![]() |
|||||||||||||
|
State Street Bank decision |
State Street Bank v. Signature Financial Group, 149 F.3d 1368 (Fed. Cir. 1998), 47 USPQ2d 1596, was a decision of the United States Court of Appeals for the Federal Circuit published on July 23, 1998, concerning United States patent law and more particularly the patentability of so-called business methods. Until the decision in In re Bilski, an invention was considered eligible for protection by a patent in the United States if it involves some practical application and "it produces a useful, concrete and tangible result."citation needed However, with In re Bilski the " 'useful, concrete and tangible result inquiry' is inadequate. The portions of the judgment relying on this inquiry no longer have effect US patent law.citation needed
It's full case name is State Street Bank & Trust Company v.
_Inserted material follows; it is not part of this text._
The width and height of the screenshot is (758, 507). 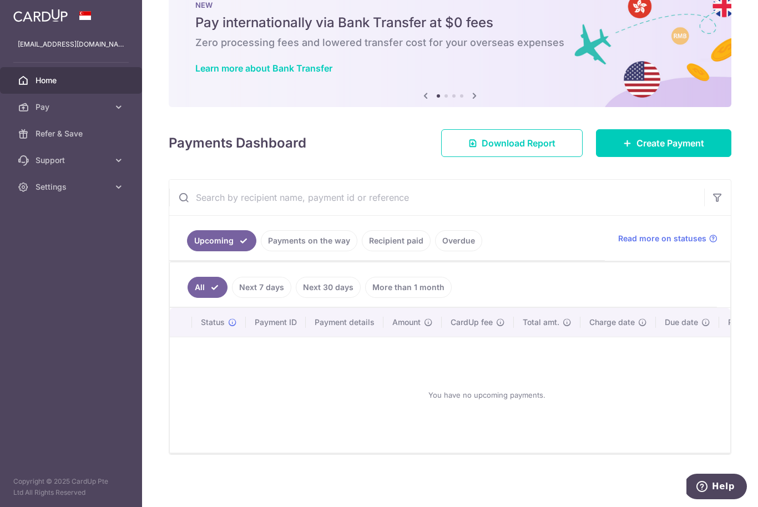 What do you see at coordinates (450, 43) in the screenshot?
I see `h6: Zero processing fees and lowered transfer cost for your overseas expenses` at bounding box center [450, 43].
Signature Financial Group, Inc., but is often referred to as the State Street decision or State Street Bank decision.
On March 9, 1993, Signature Financial Group, Inc. was granted U.S. Patent 5,193,056 entitled "Data Processing System for Hub and Spoke Financial Services Configuration". The "spokes" were mutual funds that pool their assets in a central "hub". It has been pointed out that the patent claims as means for performing steps that are the requirements specified in an Internal Revenue Service regulation for avoiding taxes on a partnership. 1 That the invention described and claimed in the patent constituted protectable subject matter was affirmed by the Federal Circuit in July 1998. The court held that:
(...) the transformation of data, representing discrete dollar amounts, by a machine through a series of mathematical calculations into a final share price, constitutes a practical application of a mathematical algorithm, formula, or calculation, because it produces 'a useful, concrete and tangible result' -- a final share price momentarily fixed for recording and reporting purposes and even accepted and relied upon by regulatory authorities and in subsequent trades.
This is considered by many to be significant because previously "methods of doing business" had been widely speculated to be an excluded class of patentable subject matter, although some point out that the issue was never directly addressed by the courts until the State Street decision.
The Federal Circuit in this opinion observed that:
The business method exception has never been invoked by this court, or the CCPA, to deem an invention unpatentable. Application of this particular exception has always been preceded by a ruling based on some clearer concept of Title 35 or, more commonly, application of the abstract idea exception based on finding a mathematical algorithm. Illustrative is the CCPA's analysis in In re Howard, 394 F.2d 869, 157 USPQ 615 (CCPA 1968), wherein the court affirmed the Board of Appeals' rejection of the claims for lack of novelty and found it unnecessary to reach the Board's section 101 ground that a method of doing business is "inherently unpatentable."
Id. at 872, 157 USPQ at 617
The Federal Circuit found it unnecessary to carve out a new exception to the principle that "anything under the sun made by man is patentable" (a phrase from the U.S. Supreme Court ruling in the Chakrabarty decision based on a 1952 report from the Congress). Accordingly, that principle is equally applicable to any business method that produces a useful, concrete and tangible result.
According to many, this ruling has been a major impetus behind the recent boom in software and business method patents.citation needed Others argue that the boom started much earlier, i.e., in the early 1990s.citation needed Regardless, some commentatorswho?see the boom as harmful and others as beneficial. It appears the CAFC believes that the decision should not have created a boom in software and business method patents. They noted in In re Bilski that the claims of patent in State Street were for a machine and not a process.